Acting executive director of the JCDC Delroy Gordon told yesterday’s Observer Monday Exchange at the newspaper’s headquarters in Kingston that the Commission will be spending $300 million of the $688.5 million
The JCDC will be spending an additional $50 million to assist in meeting expenses associated with the annual Independence celebrations this year; $62.5 million for the development of the regular cultural programmes; and $7 million on the promotion of these programmes. Four million dollars have already been spent on Labour Day activities in May.
These expenditures, added to the $131-million the Commission has to spend on housekeeping expenses like salaries, utilities, goods and services, have boosted the JCDC’s budget for 2012/13 to $554 million, which should be the largest budget the commission has ever handled.
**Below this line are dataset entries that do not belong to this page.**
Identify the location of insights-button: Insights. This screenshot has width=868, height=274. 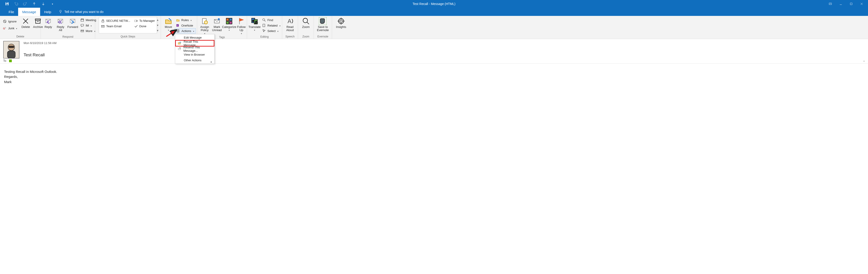
(341, 23).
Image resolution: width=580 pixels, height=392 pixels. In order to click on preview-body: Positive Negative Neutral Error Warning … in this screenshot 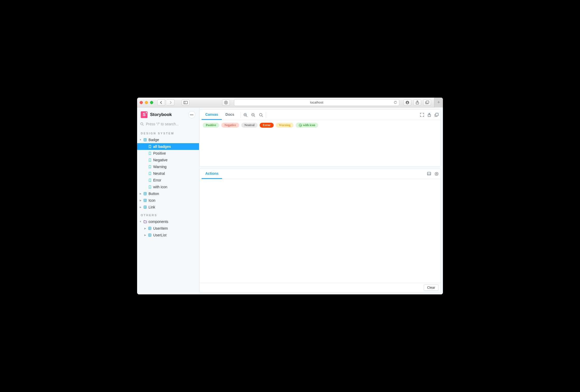, I will do `click(320, 143)`.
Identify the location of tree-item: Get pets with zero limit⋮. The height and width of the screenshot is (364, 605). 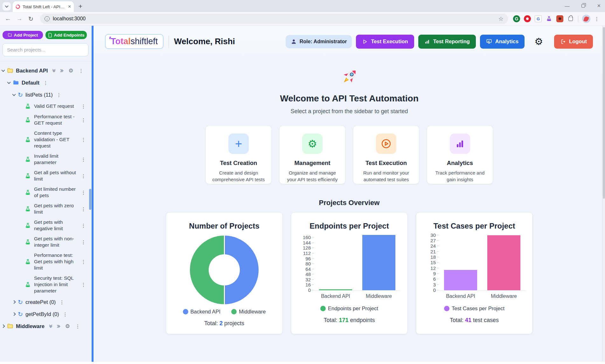
(46, 209).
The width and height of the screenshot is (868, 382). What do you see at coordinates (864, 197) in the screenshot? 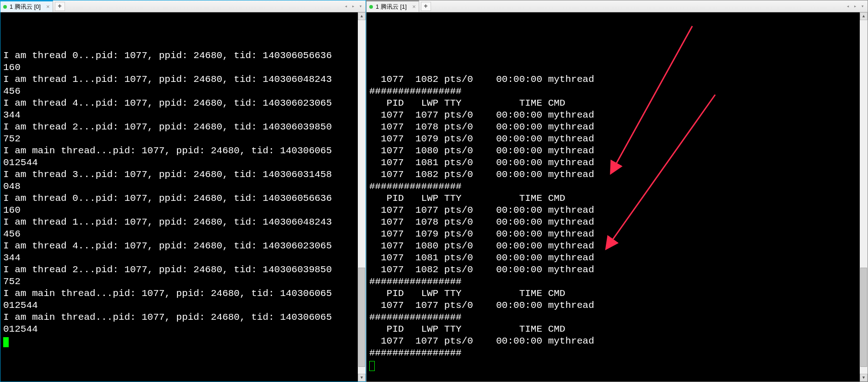
I see `scrollbar-right: ▲ ▼` at bounding box center [864, 197].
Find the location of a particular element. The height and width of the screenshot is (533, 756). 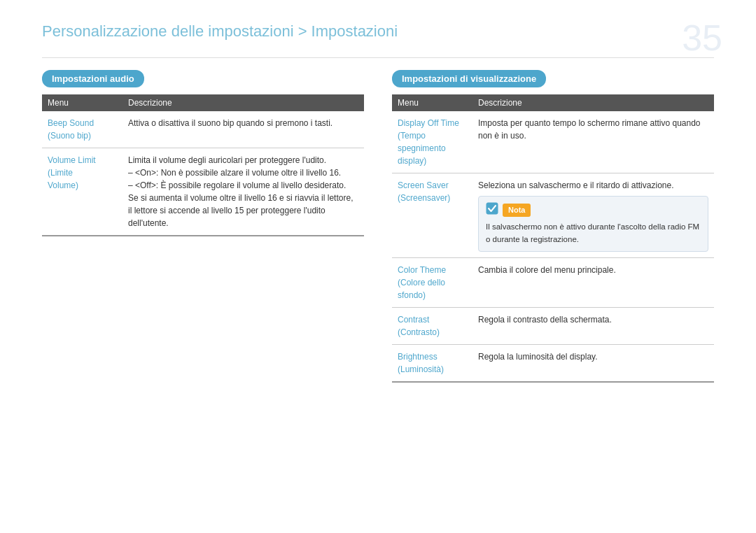

visual-menu-cell: Brightness (Luminosità) is located at coordinates (433, 363).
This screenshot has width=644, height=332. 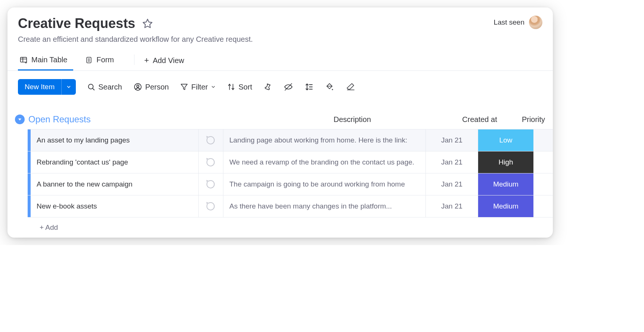 What do you see at coordinates (105, 87) in the screenshot?
I see `search-button: Search` at bounding box center [105, 87].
Last year, the Government spent a total of $157 million on the JCDC, although the $28 million budgeted for capital expenditure did not include private sector donations.
But acting chairman of the JCDC Fae Ellington insists that the Commission is having “big challenges” getting funding from private sponsors, apart from some dependable ones like GraceKennedy.
“If we were awash with money, oh man, it would make life so much easier,” she responded to a question about funding.
According to Gordon, “there are always challenges when it comes to obtaining money (from private sponsors), because resources are always scarce and demands limitless”. So he welcomed Government’s decision to pump $300 million of its Jamaica 50 budget into the Festival activities.
“The JCDC has benefited from this being the agency responsible for the planning and implementation of most of the national celebratory events,” he explained.
Asked whether the Government’s injection has made the JCDC less inclined to seek private donations this year, which have been a major factor in its festival programme in the past, Gordon admitted that this year the JCDC has not gone into the field soliciting sponsorship.
“We allowed the Jamaica 50 Secretariat, which is the overarching body responsible to solicit the sponsorship, so the funding that we benefit from this year is a combination of (Government) subvention, as well as sponsorship from some of the major sponsors,” he stated.
Minister of youth and culture Lisa Hanna told the House of Representatives last Tuesday that the Government’s $688.5-million Jamaica 50 budget included $366.5 million from the Consolidated Fund and $322 million from private sector and public bodies.
She paid tribute to the private sector companies and public bodies which, she said, at very short notice stepped forward, even though their 2012 budgets were already cast. “They have demonstrated true commitment to partnership,” Hanna said.